For my brother, a professional ballet dancer, the Nutcracker season is one in which he says everyone forgets their own birthday — rather sad for him, since his falls within it. My mom’s is during harvest. Asked by a friend what they had done for it, my dad stared blankly and was completely unable to recall. For the record, they had carved out a brief moment for the event that year, but it was quickly forgotten in the turmoil.
My parents never work less hard than I do, but this was something I had to remind myself in the harvest seasons of high school if I came home to find them both comatose. I was taking every AP course I could get my hands on as well as visual fine arts and orchestra and various other activities — and on early Siebert Ranch harvests, I would help harvest the first twelve tons before catching the bus to school. Joining in on the nap idea was tempting (very telling, if you know how much I suck at taking naps), but I always had homework.
My mind, if not my body, certainly took naps during the day. I had more than the standard teenager’s share of glassy-eyed stares. I will always love my AP Lang teacher for giving me a chance to make up credit after I missed a major deadline in the harvest season of my junior year. One friend shook her head at me and said, “I went to
bed
at three.”
For my sixteenth birthday, my dad bought me a forklift, although of course it really belongs to the farm. I don’t fancy getting a parking permit for it here on my college campus. I had been learning the forklift job for the past several years — though slowly, often with empty bins. At some point I began to be entrusted with full bins, then with full bins in real time rather than in the lulls, and then my dad started simply walking off to deal with some other part of harvest and leaving me in charge. I loved (and still love) the precision, the meditative gaps, the intense spurts of concentration.
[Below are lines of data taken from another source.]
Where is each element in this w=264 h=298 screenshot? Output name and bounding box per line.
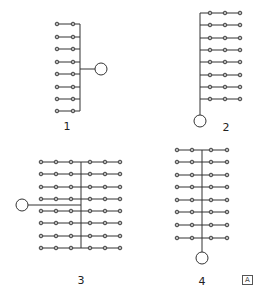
outlet-dot: [223, 73, 227, 77]
panel-2-label: 2: [223, 121, 230, 134]
outlet-dot: [55, 22, 59, 26]
outlet-dot: [209, 223, 213, 227]
outlet-dot: [54, 197, 58, 201]
outlet-dot: [208, 48, 212, 52]
outlet-dot: [54, 172, 58, 176]
outlet-dot: [88, 209, 92, 213]
outlet-dot: [39, 209, 43, 213]
outlet-dot: [54, 246, 58, 250]
outlet-dot: [209, 236, 213, 240]
outlet-dot: [238, 97, 242, 101]
outlet-dot: [209, 198, 213, 202]
outlet-dot: [225, 210, 229, 214]
source-circle-icon: [196, 252, 208, 264]
outlet-dot: [190, 173, 194, 177]
outlet-dot: [88, 234, 92, 238]
outlet-dot: [71, 22, 75, 26]
outlet-dot: [225, 185, 229, 189]
outlet-dot: [209, 160, 213, 164]
outlet-dot: [238, 11, 242, 15]
outlet-dot: [54, 209, 58, 213]
outlet-dot: [103, 197, 107, 201]
outlet-dot: [190, 198, 194, 202]
outlet-dot: [175, 236, 179, 240]
outlet-dot: [54, 234, 58, 238]
outlet-dot: [39, 197, 43, 201]
outlet-dot: [69, 185, 73, 189]
outlet-dot: [71, 85, 75, 89]
outlet-dot: [223, 36, 227, 40]
outlet-dot: [71, 72, 75, 76]
outlet-dot: [55, 47, 59, 51]
panel-4-label: 4: [199, 275, 206, 288]
outlet-dot: [71, 109, 75, 113]
outlet-dot: [208, 11, 212, 15]
outlet-dot: [225, 148, 229, 152]
outlet-dot: [103, 234, 107, 238]
outlet-dot: [71, 35, 75, 39]
outlet-dot: [209, 173, 213, 177]
outlet-dot: [225, 160, 229, 164]
panel-1: [55, 22, 107, 113]
outlet-dot: [225, 173, 229, 177]
outlet-dot: [208, 85, 212, 89]
outlet-dot: [55, 72, 59, 76]
outlet-dot: [175, 173, 179, 177]
publisher-mark-icon: A: [242, 275, 253, 285]
outlet-dot: [103, 209, 107, 213]
outlet-dot: [103, 185, 107, 189]
outlet-dot: [55, 60, 59, 64]
outlet-dot: [208, 60, 212, 64]
outlet-dot: [238, 48, 242, 52]
outlet-dot: [88, 160, 92, 164]
outlet-dot: [103, 160, 107, 164]
panel-3-label: 3: [78, 274, 85, 287]
outlet-dot: [238, 60, 242, 64]
outlet-dot: [223, 23, 227, 27]
outlet-dot: [88, 246, 92, 250]
outlet-dot: [69, 160, 73, 164]
outlet-dot: [190, 148, 194, 152]
outlet-dot: [175, 223, 179, 227]
outlet-dot: [103, 172, 107, 176]
outlet-dot: [55, 97, 59, 101]
outlet-dot: [88, 172, 92, 176]
outlet-dot: [223, 85, 227, 89]
outlet-dot: [69, 209, 73, 213]
outlet-dot: [69, 234, 73, 238]
outlet-dot: [71, 97, 75, 101]
outlet-dot: [225, 236, 229, 240]
source-circle-icon: [194, 115, 206, 127]
outlet-dot: [190, 223, 194, 227]
outlet-dot: [118, 185, 122, 189]
outlet-dot: [175, 148, 179, 152]
outlet-dot: [118, 234, 122, 238]
outlet-dot: [225, 223, 229, 227]
outlet-dot: [88, 221, 92, 225]
outlet-dot: [55, 109, 59, 113]
outlet-dot: [223, 97, 227, 101]
outlet-dot: [223, 60, 227, 64]
outlet-dot: [39, 185, 43, 189]
outlet-dot: [69, 246, 73, 250]
outlet-dot: [69, 172, 73, 176]
outlet-dot: [54, 160, 58, 164]
outlet-dot: [209, 210, 213, 214]
outlet-dot: [55, 35, 59, 39]
outlet-dot: [208, 23, 212, 27]
outlet-dot: [209, 148, 213, 152]
outlet-dot: [118, 197, 122, 201]
panel-1-label: 1: [64, 120, 71, 133]
outlet-dot: [225, 198, 229, 202]
outlet-dot: [103, 246, 107, 250]
wiring-diagrams: 1 2 3 4: [0, 0, 264, 298]
outlet-dot: [71, 47, 75, 51]
outlet-dot: [39, 160, 43, 164]
source-circle-icon: [95, 63, 107, 75]
outlet-dot: [208, 97, 212, 101]
outlet-dot: [190, 160, 194, 164]
outlet-dot: [39, 221, 43, 225]
outlet-dot: [238, 85, 242, 89]
outlet-dot: [175, 210, 179, 214]
outlet-dot: [39, 172, 43, 176]
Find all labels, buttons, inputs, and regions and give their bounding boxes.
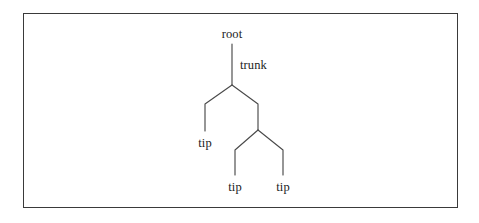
branch-to-tip-right-line — [258, 130, 283, 175]
branch-to-tip-left-line — [205, 85, 232, 131]
tip-middle-label: tip — [228, 181, 242, 194]
branch-to-tip-middle-line — [235, 130, 258, 175]
tip-left-label: tip — [198, 137, 212, 150]
root-label: root — [222, 28, 243, 41]
branch-to-internal-node-2-line — [232, 85, 258, 130]
tip-right-label: tip — [276, 181, 290, 194]
trunk-label: trunk — [240, 59, 267, 72]
figure-page: root trunk tip tip tip — [0, 0, 479, 223]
At home, harvest is in full swing. Unusually, the first two picks of the season were on the weekend, and Labor Day weekend at that. I was able to go home for them — and definitely appreciated the labor that goes into this business, this industry, and this country. Sitting in my college dorm, I hope for my sake for more weekend harvests. For the sake of the people who work that way every day throughout the fall, I hope instead that some of their weekends can be a small breath of calm between storms. Perhaps, occasionally, they will remember their birthdays.
This is the second in a series that our daughter Lucy is writing about people’s experiences of harvest. See the first here. Much of the time her job is leaf-picking, something she wrote about in depth in the previous blog
, so didn’t go into here.

Ancient Oak Cellars, and Jon McDaniel with Second City Soil, gathered 60+ of the top sommeliers from around the country to taste four wines that Ancient Oak had sent to each -- and to enter into a discussion of the wines, farming and winemaking philosophies, and a wide-range of other related topics. We had a blast!
Re-live your experience, or take it in for the first time. Then be in touch to continue the discussions. Cheers!